Instead of initializing SwiftUI views with dependencies, SwiftUI also offers other ways for injecting dependencies. This time let’s take a look on EnvironmentKey which defines a key for inserting objects to environment and vise-versa. We need to create a EnvironmentKey, adding an object to environment and then getting the object in SwiftUI view.
Creating EnvironmentKey and extending EnvironmentValues
Example object we use is DependencyManager what in real app can contains loads of dependencies. EnvironmentKey is a protocol in SwiftUI what requires to define associated type and default value. Default value is used when we have not explicitly inserted an instance of DependencyManager to the environment, more about it a little bit later. EnvironmentValues is a struct containing a collection of environment objects. We’ll add a property to EnvironmentValues which later will be used by @Environment property wrapper and also when setting an instance of the object to the environment.
This file contains hidden or bidirectional Unicode text that may be interpreted or compiled differently than what appears below. To review, open the file in an editor that reveals hidden Unicode characters.
Learn more about bidirectional Unicode characters
Custom EnvironmentKey and EnvironmentValues extension for accessing dependencies
Inserting objects to environment
If we would like to insert a DependencyManager to the Environment, we can use func environment(_ keyPath: WritableKeyPath, _ value: V) -> some View using our DependencyManagerKey and an instance created by us. If we do not insert our own, SwiftUI will use the instance returned by defaultValue when the key is first time accessed.
This file contains hidden or bidirectional Unicode text that may be interpreted or compiled differently than what appears below. To review, open the file in an editor that reveals hidden Unicode characters.
Learn more about bidirectional Unicode characters
Setting instance of DependencyManager to SwiftUI environment
Getting objects from environment
Objects can be read from the environment using @Environment property wrapper and specifing the EnvironmentKey.
This file contains hidden or bidirectional Unicode text that may be interpreted or compiled differently than what appears below. To review, open the file in an editor that reveals hidden Unicode characters.
Learn more about bidirectional Unicode characters
Accessing the instance of DependencyManager in environment
Summary
We created an environment key and inserted an object into environment. We looked into how SwiftUI handles default values for environment objects and used @Environment property wrapper for getting the instance from the environment using the created key.
Property wrappers allow property declaration to state what kind of property wrapper is used for implementing the property. We can use it for implementing transformations on properties like validating if string is email or not. This is what we will do: creating a property wrapper for email properties and validating emails using NSDataDetector. If value being set is email, we store it and if it is not, we set the property to nil instead.
Creating property wrapper
Property wrappers are types annotated with @propertyWrapper. The type needs to implement one property: wrappedValue. Emails are represented with strings, therefore our wrappedValue property is optional string. Optional is required, because string can contain invalid email and in that case we set the property to nil. Whenever we would like to use this property wrapper, we just need to add @EmailValidated in front of the property definition.
This file contains hidden or bidirectional Unicode text that may be interpreted or compiled differently than what appears below. To review, open the file in an editor that reveals hidden Unicode characters.
Learn more about bidirectional Unicode characters
Validating emails using regular expressions is not easy. Fortunately Apple provides API exactly for this: NSDataDetector. We can create an instance of NSDataDetector with specifying link as detected types. When matching emails, we use anchored option as we expect the string to only include email, nothing else. Anchored will tell the data detector to match starting with the first character. As firstMatch(in:options:range:) uses NSRange, we need to convert Swift’s range to NSRange because those ranges do not have one-to-one match. For this, we can use special NSRange initialiser taking Swift string and its range.
NSDataDetector represents links with URL, therefore we will see if match contains an URL and if URL’s scheme is mailto. If it is, we can extract the matched email and return it.
This file contains hidden or bidirectional Unicode text that may be interpreted or compiled differently than what appears below. To review, open the file in an editor that reveals hidden Unicode characters.
Learn more about bidirectional Unicode characters
For using the created property wrapper, all we need to do is to annotate property with @EmailValidated.
This file contains hidden or bidirectional Unicode text that may be interpreted or compiled differently than what appears below. To review, open the file in an editor that reveals hidden Unicode characters.
Learn more about bidirectional Unicode characters
We created a simple property wrapper for validating emails. We saw that creating a property wrapper for validating email with NSDataDetector requires only a little bit of code.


Task requirements >>
Give the records below again exactly, and exclude each picture.

Supplied material >>
━━━━━━━━━━━━━━━━━━━━━━━━━━━━━━
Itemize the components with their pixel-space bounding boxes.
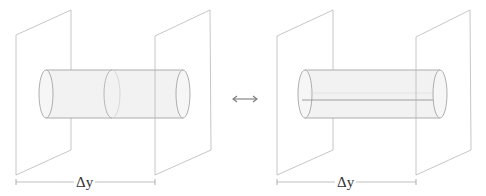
diagram-canvas bbox=[0, 0, 486, 196]
left-panel bbox=[16, 10, 211, 185]
left-panel-delta-y-label: Δy bbox=[74, 174, 95, 190]
equivalence-arrow-icon bbox=[233, 96, 257, 102]
right-panel-delta-y-label: Δy bbox=[335, 174, 356, 190]
right-panel bbox=[277, 10, 471, 185]
left-panel-cylinder bbox=[39, 70, 190, 118]
right-panel-cylinder bbox=[298, 70, 447, 118]
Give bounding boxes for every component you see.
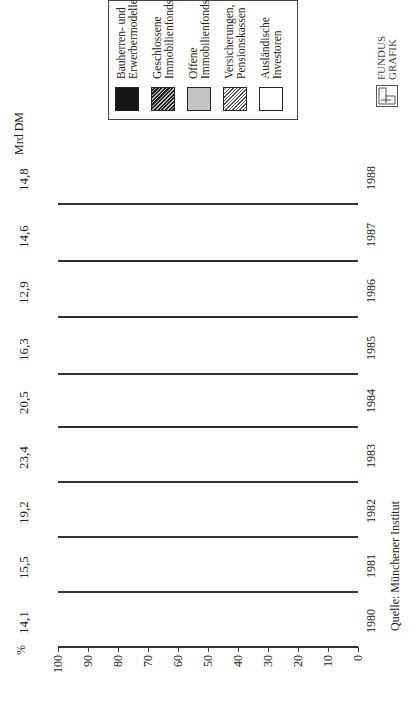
x-category-label: 1984 [364,389,379,413]
legend-label: Offene Immobilienfonds [187,0,211,79]
bar-total-label: 23,4 [16,446,32,469]
legend-item: Ausländische Investoren [259,17,283,111]
chart-stage: % 0102030405060708090100 Mrd DM 198014,1… [0,0,414,703]
legend-swatch [115,87,139,111]
bar-1980 [58,646,358,648]
unit-label: Mrd DM [12,112,27,155]
y-tick-label: 80 [111,655,126,683]
bar-total-label: 15,5 [16,556,32,579]
bar-total-label: 20,5 [16,391,32,414]
legend-item: Geschlossene Immobilienfonds [151,0,175,111]
y-tick-label: 50 [201,655,216,683]
x-category-label: 1982 [364,499,379,523]
legend-label: Bauherren- und Erwerbermodelle [115,0,139,79]
legend-label: Geschlossene Immobilienfonds [151,0,175,79]
legend-swatch [151,87,175,111]
bar-1988 [58,203,358,205]
bar-1982 [58,536,358,538]
fundus-grafik-logo: FUNDUS GRAFIK [376,36,398,107]
y-tick-label: 60 [171,655,186,683]
bar-total-label: 19,2 [16,501,32,524]
source-note: Quelle: Münchener Institut [388,501,403,631]
x-category-label: 1987 [364,223,379,247]
y-tick-label: 30 [261,655,276,683]
bar-1981 [58,591,358,593]
y-tick [358,647,359,652]
bar-1983 [58,481,358,483]
percent-axis-label: % [14,645,29,655]
x-category-label: 1981 [364,554,379,578]
bar-1986 [58,316,358,318]
logo-text: FUNDUS GRAFIK [376,36,398,80]
x-category-label: 1983 [364,444,379,468]
bar-1987 [58,260,358,262]
legend-swatch [259,87,283,111]
y-tick-label: 70 [141,655,156,683]
x-category-label: 1988 [364,166,379,190]
y-tick-label: 100 [51,655,66,683]
y-tick-label: 90 [81,655,96,683]
logo-mark-icon [376,85,398,107]
x-category-label: 1985 [364,336,379,360]
bar-total-label: 14,8 [16,168,32,191]
legend: Ausländische InvestorenVersicherungen, P… [108,0,298,120]
bar-total-label: 14,1 [16,611,32,634]
bar-total-label: 14,6 [16,225,32,248]
legend-label: Ausländische Investoren [259,17,283,79]
y-tick-label: 40 [231,655,246,683]
legend-item: Offene Immobilienfonds [187,0,211,111]
bar-1985 [58,373,358,375]
y-tick-label: 20 [291,655,306,683]
legend-item: Versicherungen, Pensionskassen [223,5,247,111]
bar-total-label: 16,3 [16,338,32,361]
y-tick-label: 10 [321,655,336,683]
legend-swatch [223,87,247,111]
bar-total-label: 12,9 [16,281,32,304]
legend-label: Versicherungen, Pensionskassen [223,5,247,79]
legend-item: Bauherren- und Erwerbermodelle [115,0,139,111]
bar-1984 [58,426,358,428]
legend-swatch [187,87,211,111]
y-tick-label: 0 [351,655,366,683]
x-category-label: 1986 [364,279,379,303]
x-category-label: 1980 [364,609,379,633]
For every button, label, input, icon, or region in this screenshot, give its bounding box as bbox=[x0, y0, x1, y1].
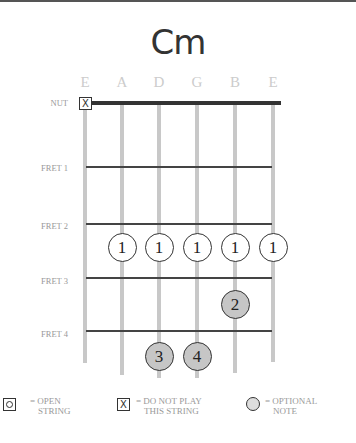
━━━━━━━━━━━━━━━━━━━━━━━━━━━━━━
Result for this task >>
Itemize the components with their pixel-space bounding boxes.
diagram-canvas bbox=[0, 0, 486, 196]
left-panel bbox=[16, 10, 211, 185]
left-panel-delta-y-label: Δy bbox=[74, 174, 95, 190]
equivalence-arrow-icon bbox=[233, 96, 257, 102]
right-panel-delta-y-label: Δy bbox=[335, 174, 356, 190]
right-panel bbox=[277, 10, 471, 185]
left-panel-cylinder bbox=[39, 70, 190, 118]
right-panel-cylinder bbox=[298, 70, 447, 118]
Give bounding boxes for every component you see.
x-category-label: 1984 [364,389,379,413]
legend-label: Offene Immobilienfonds [187,0,211,79]
bar-total-label: 23,4 [16,446,32,469]
legend-item: Ausländische Investoren [259,17,283,111]
chart-stage: % 0102030405060708090100 Mrd DM 198014,1… [0,0,414,703]
legend-swatch [115,87,139,111]
bar-1980 [58,646,358,648]
unit-label: Mrd DM [12,112,27,155]
y-tick-label: 80 [111,655,126,683]
bar-total-label: 15,5 [16,556,32,579]
bar-total-label: 20,5 [16,391,32,414]
legend-item: Geschlossene Immobilienfonds [151,0,175,111]
y-tick-label: 50 [201,655,216,683]
x-category-label: 1982 [364,499,379,523]
legend-label: Bauherren- und Erwerbermodelle [115,0,139,79]
legend-label: Geschlossene Immobilienfonds [151,0,175,79]
legend-swatch [151,87,175,111]
bar-1988 [58,203,358,205]
bar-1982 [58,536,358,538]
fundus-grafik-logo: FUNDUS GRAFIK [376,36,398,107]
y-tick-label: 60 [171,655,186,683]
bar-total-label: 19,2 [16,501,32,524]
source-note: Quelle: Münchener Institut [388,501,403,631]
x-category-label: 1987 [364,223,379,247]
y-tick-label: 30 [261,655,276,683]
bar-1981 [58,591,358,593]
y-tick [358,647,359,652]
bar-1983 [58,481,358,483]
percent-axis-label: % [14,645,29,655]
x-category-label: 1981 [364,554,379,578]
bar-1986 [58,316,358,318]
logo-text: FUNDUS GRAFIK [376,36,398,80]
x-category-label: 1983 [364,444,379,468]
bar-1987 [58,260,358,262]
legend-swatch [259,87,283,111]
y-tick-label: 70 [141,655,156,683]
x-category-label: 1988 [364,166,379,190]
y-tick-label: 100 [51,655,66,683]
y-tick-label: 90 [81,655,96,683]
logo-mark-icon [376,85,398,107]
x-category-label: 1985 [364,336,379,360]
bar-total-label: 14,8 [16,168,32,191]
legend: Ausländische InvestorenVersicherungen, P… [108,0,298,120]
bar-total-label: 14,1 [16,611,32,634]
bar-total-label: 14,6 [16,225,32,248]
legend-label: Ausländische Investoren [259,17,283,79]
y-tick-label: 40 [231,655,246,683]
legend-item: Offene Immobilienfonds [187,0,211,111]
bar-1985 [58,373,358,375]
y-tick-label: 20 [291,655,306,683]
legend-item: Versicherungen, Pensionskassen [223,5,247,111]
bar-total-label: 16,3 [16,338,32,361]
y-tick-label: 10 [321,655,336,683]
legend-swatch [223,87,247,111]
bar-total-label: 12,9 [16,281,32,304]
legend-label: Versicherungen, Pensionskassen [223,5,247,79]
legend-item: Bauherren- und Erwerbermodelle [115,0,139,111]
bar-1984 [58,426,358,428]
legend-swatch [187,87,211,111]
y-tick-label: 0 [351,655,366,683]
x-category-label: 1986 [364,279,379,303]
x-category-label: 1980 [364,609,379,633]
For every button, label, input, icon, or region in this screenshot, give its bounding box as bbox=[x0, y0, x1, y1].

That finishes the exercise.